A disciplined engineering workflow for Claude Code and Codex CLI.
Plan before code · review every change · keep the why on disk — so context survives /compact and /clear.
Same marketplace flow on both CLIs.
Claude Code
/plugin marketplace add reidemeister94/development-skills
/plugin install development-skills@development-skills
Codex CLI
codex plugin marketplace add reidemeister94/development-skillsThen run codex, open /plugins, search development-skills, and install.
It activates on any coding task — no further configuration. Hooks (auto-format, context injection) run natively on Claude Code and Codex 0.131+. On Codex 0.128–0.130, enable them with [features] plugin_hooks = true in ~/.codex/config.toml; otherwise run formatters manually (see AGENTS.md).
LLMs are great at writing code and terrible at remembering why they wrote it. Two sessions in, the requirements are gone, the rejected alternatives are gone, and the agent rebuilds context from the diff alone.
This plugin pushes that context to disk — into files that outlive the context window:
Code + Git → WHAT changed
Plan files → HOW it was built
Chronicles → WHY it happened
- Plan files (
docs/plans/) — the single source of truth for a task: state, clarifications, HOW-level locks, checklist, implementation log, verification, review. Clear the context and the agent reads this file to pick up where it left off. - Chronicles (
docs/chronicles/) — the WHY: requirements verbatim, business context, rejected alternatives, discoveries made along the way.
Both are numbered like SQL migrations.
Every task is triaged at session start, then routed to the lightest workflow that fits:
PASS_THROUGH— trivial, reversible, single-file (rename, typo, format). Runs directly.LIGHT— mechanical, no design choice. A 6-step inline flow, no plan file.FULL(default) — four gated phases, each a hard checkpoint:
| Phase | What happens |
|---|---|
| 1 · Research + Plan | Gather context, write a plan with a 6-dimension HOW-level locks table (edge cases · data shapes · error semantics · contract boundaries · test scope · rollback). The user approves before any code is written. |
| 2 · Chronicle | Capture the WHY, or mark it NOT NEEDED with a reason. |
| 3 · Implement + Verify | Main-thread TDD (RED → GREEN → REFACTOR). No positive claim without fresh evidence: IDENTIFY → RUN → READ → VERIFY → CLAIM. |
| 4 · Review + Finalize | The staff-reviewer subagent runs a two-stage review (spec compliance → code quality) until APPROVED. You decide whether to commit. |
The principles enforced across every phase live in shared/iron-rules.md — 13 rules plus one meta-rule (spirit beats letter), referenced everywhere instead of duplicated.
24 skills, activated automatically by task or invoked with /name:
- Workflow —
core-dev,brainstorming,debugging,create-test - Languages —
python-dev,typescript-dev,java-dev,swift-dev,frontend-dev - Review & quality —
staff-review,roast-my-code,eval-regression,ai-agent-bench - Utilities —
commit,changelog,distill,align-docs,resolve-merge,best-practices, and more
One subagent — staff-reviewer. Implementation and verification stay in the main thread (why): fewer handoffs, less state to reconstruct.
Auto-format on edit (Claude Code) — ruff, biome/prettier, google-java-format, ktfmt, swift-format. On Codex, run formatters manually (commands in AGENTS.md).
Inspired by superpowers by Jesse Vincent — spec-first brainstorming, subagent review, and bite-sized TDD plans. This plugin diverges with language-specific patterns, persistent chronicles for decision rationale, and a single canonical Iron Rules file referenced by every component.
Contributions welcome — especially new language skills (Rust, Go, Kotlin, Ruby, C#). Open an issue first, then see CONTRIBUTING.md.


=== Problem to work on ===
I'd like every entry transcribed word for word, with no pictures.
***** Given data *****
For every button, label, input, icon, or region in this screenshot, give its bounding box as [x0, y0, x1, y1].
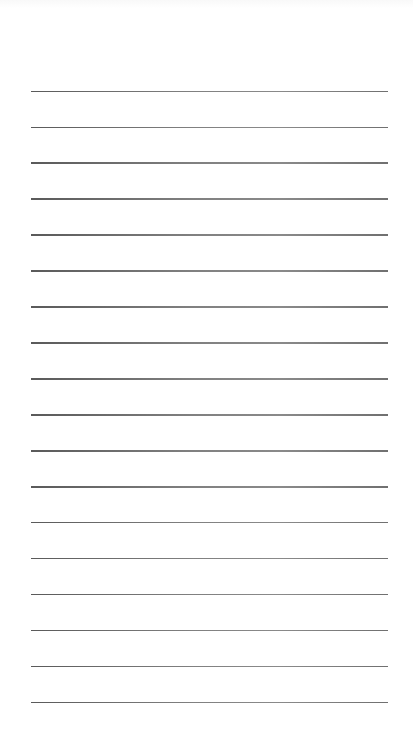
ruled-line [31, 450, 388, 452]
ruled-line [31, 342, 388, 344]
ruled-line [31, 306, 388, 308]
ruled-line [31, 270, 388, 272]
ruled-line [31, 162, 388, 164]
ruled-line [31, 234, 388, 236]
lined-paper-sheet [0, 0, 413, 751]
ruled-line [31, 630, 388, 632]
ruled-line [31, 558, 388, 560]
ruled-line [31, 378, 388, 380]
ruled-line [31, 486, 388, 488]
ruled-line [31, 666, 388, 668]
ruled-line [31, 594, 388, 596]
ruled-line [31, 702, 388, 704]
ruled-line [31, 414, 388, 416]
ruled-line [31, 198, 388, 200]
ruled-line [31, 522, 388, 524]
ruled-line [31, 127, 388, 129]
ruled-line [31, 91, 388, 93]
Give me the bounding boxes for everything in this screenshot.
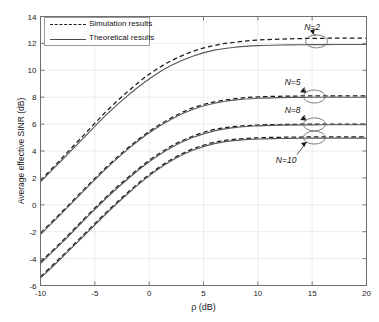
*****
=== Problem solution ===
For every button, label, input, icon, or region in this screenshot, give its bounding box as [x0, y0, x1, y1].
ruled-line [31, 450, 388, 452]
ruled-line [31, 342, 388, 344]
ruled-line [31, 306, 388, 308]
ruled-line [31, 270, 388, 272]
ruled-line [31, 162, 388, 164]
ruled-line [31, 234, 388, 236]
lined-paper-sheet [0, 0, 413, 751]
ruled-line [31, 630, 388, 632]
ruled-line [31, 558, 388, 560]
ruled-line [31, 378, 388, 380]
ruled-line [31, 486, 388, 488]
ruled-line [31, 666, 388, 668]
ruled-line [31, 594, 388, 596]
ruled-line [31, 702, 388, 704]
ruled-line [31, 414, 388, 416]
ruled-line [31, 198, 388, 200]
ruled-line [31, 522, 388, 524]
ruled-line [31, 127, 388, 129]
ruled-line [31, 91, 388, 93]
Give me the bounding boxes for everything in this screenshot.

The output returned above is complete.